Should the vaccine be needed, Dowell said waiting a couple of days for it to shipped is not an issue.
“If you go to an emergency room and they don’t have it and you need it, and they can get it in a couple of days, there is not harm to you whatsoever,” he said. The four-dose vaccine is given on day zero, three, seven and 14. The immune globulin is administered with the first dose of the vaccine.
If people encounter a bat in their dwelling, Dowell said people can call exterminators to capture the bat and then have it tested to see if it is rabid, but once again it is expensive.

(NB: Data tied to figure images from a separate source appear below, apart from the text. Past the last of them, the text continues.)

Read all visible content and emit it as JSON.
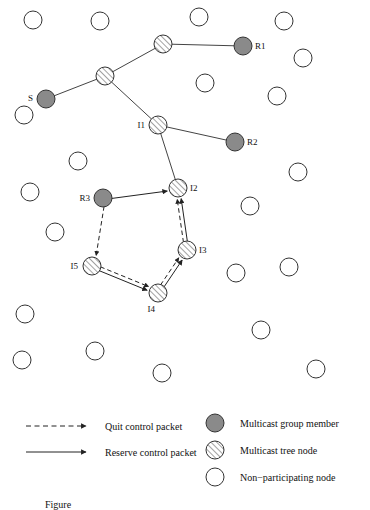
{
  "figure": {
    "caption": "Figure",
    "colors": {
      "member_fill": "#8a8a8a",
      "tree_fill": "#ffffff",
      "tree_hatch": "#8a8a8a",
      "plain_fill": "#ffffff",
      "stroke": "#333333",
      "line": "#444444",
      "text": "#111111"
    }
  },
  "nodes": {
    "members": [
      {
        "id": "S",
        "label": "S",
        "cx": 46,
        "cy": 99,
        "r": 9,
        "label_dx": -13,
        "label_dy": 2
      },
      {
        "id": "R1",
        "label": "R1",
        "cx": 243,
        "cy": 46,
        "r": 9,
        "label_dx": 12,
        "label_dy": 3
      },
      {
        "id": "R2",
        "label": "R2",
        "cx": 235,
        "cy": 142,
        "r": 9,
        "label_dx": 12,
        "label_dy": 3
      },
      {
        "id": "R3",
        "label": "R3",
        "cx": 103,
        "cy": 198,
        "r": 9,
        "label_dx": -13,
        "label_dy": 3
      }
    ],
    "tree": [
      {
        "id": "T1",
        "label": "",
        "cx": 163,
        "cy": 44,
        "r": 9,
        "label_dx": 0,
        "label_dy": 0
      },
      {
        "id": "T2",
        "label": "",
        "cx": 105,
        "cy": 76,
        "r": 9,
        "label_dx": 0,
        "label_dy": 0
      },
      {
        "id": "I1",
        "label": "I1",
        "cx": 158,
        "cy": 125,
        "r": 9,
        "label_dx": -13,
        "label_dy": 3
      },
      {
        "id": "I2",
        "label": "I2",
        "cx": 178,
        "cy": 188,
        "r": 9,
        "label_dx": 12,
        "label_dy": 3
      },
      {
        "id": "I3",
        "label": "I3",
        "cx": 187,
        "cy": 250,
        "r": 9,
        "label_dx": 12,
        "label_dy": 3
      },
      {
        "id": "I4",
        "label": "I4",
        "cx": 158,
        "cy": 293,
        "r": 9,
        "label_dx": -3,
        "label_dy": 19
      },
      {
        "id": "I5",
        "label": "I5",
        "cx": 92,
        "cy": 266,
        "r": 9,
        "label_dx": -14,
        "label_dy": 3
      }
    ],
    "plain": [
      {
        "cx": 33,
        "cy": 20
      },
      {
        "cx": 100,
        "cy": 21
      },
      {
        "cx": 199,
        "cy": 17
      },
      {
        "cx": 284,
        "cy": 21
      },
      {
        "cx": 303,
        "cy": 58
      },
      {
        "cx": 205,
        "cy": 83
      },
      {
        "cx": 277,
        "cy": 96
      },
      {
        "cx": 24,
        "cy": 115
      },
      {
        "cx": 78,
        "cy": 161
      },
      {
        "cx": 298,
        "cy": 172
      },
      {
        "cx": 30,
        "cy": 192
      },
      {
        "cx": 250,
        "cy": 206
      },
      {
        "cx": 55,
        "cy": 232
      },
      {
        "cx": 236,
        "cy": 273
      },
      {
        "cx": 289,
        "cy": 267
      },
      {
        "cx": 25,
        "cy": 314
      },
      {
        "cx": 261,
        "cy": 330
      },
      {
        "cx": 22,
        "cy": 360
      },
      {
        "cx": 95,
        "cy": 351
      },
      {
        "cx": 162,
        "cy": 373
      },
      {
        "cx": 316,
        "cy": 369
      }
    ]
  },
  "edges": {
    "tree_links": [
      {
        "from": "S",
        "to": "T2"
      },
      {
        "from": "T2",
        "to": "T1"
      },
      {
        "from": "T1",
        "to": "R1"
      },
      {
        "from": "T2",
        "to": "I1"
      },
      {
        "from": "I1",
        "to": "R2"
      },
      {
        "from": "I1",
        "to": "I2"
      }
    ],
    "reserve_arrows": [
      {
        "from": "R3",
        "to": "I2",
        "label": "Reserve control packet"
      },
      {
        "from": "I3",
        "to": "I2",
        "label": "Reserve control packet"
      },
      {
        "from": "I4",
        "to": "I3",
        "label": "Reserve control packet"
      },
      {
        "from": "I5",
        "to": "I4",
        "label": "Reserve control packet"
      }
    ],
    "quit_arrows": [
      {
        "from": "R3",
        "to": "I5",
        "label": "Quit control packet"
      },
      {
        "from": "I5",
        "to": "I4",
        "label": "Quit control packet"
      },
      {
        "from": "I4",
        "to": "I3",
        "label": "Quit control packet"
      },
      {
        "from": "I3",
        "to": "I2",
        "label": "Quit control packet"
      }
    ]
  },
  "legend": {
    "lines": [
      {
        "key": "quit",
        "style": "dashed",
        "label": "Quit control packet"
      },
      {
        "key": "reserve",
        "style": "solid",
        "label": "Reserve control packet"
      }
    ],
    "symbols": [
      {
        "key": "member",
        "fill": "member",
        "label": "Multicast group member"
      },
      {
        "key": "tree",
        "fill": "hatch",
        "label": "Multicast tree node"
      },
      {
        "key": "plain",
        "fill": "white",
        "label": "Non−participating node"
      }
    ]
  }
}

“If you are going to kill it. You leave it right there. You call the animal control people in your county and you say I’ve got a bat I’ve just killed and you stay away from it and you let them handle it,” he said. “And they will go get it examined. Otherwise in that scenario, that is a high-risk exposure.”
Pets And Rabies
On the pet side of the state’s rabies story, Wyoming leaves vaccination requirements to to counties. Natrona County is among the counties that mandates the vaccine.
At the Metro Animal Shelter in Casper Manager Jodi Decker said Natrona County requires all dogs and cats to be licensed and to get the license the owner must show proof of rabies vaccination.
Decker said her department does not get a lot of calls dealing with wild animals such as bats, skunks and raccoons. They do deal with dog bites.
“If we have a dog bite and they have not been vaccinated for rabies, we actually don’t have any concrete way to say (they don’t) unless they are tested. And rabies is in the brain so essentially if there is any dog bite and their dog doesn’t have any proof (of a) rabies vaccination, we do have to send it for testing unfortunately.”
To do that, the dog is euthanized, and a brain sample sent to the state’s lab.
“So that happens quite often, because people are not vaccinating for rabies,” she said. “It’s unfortunate.”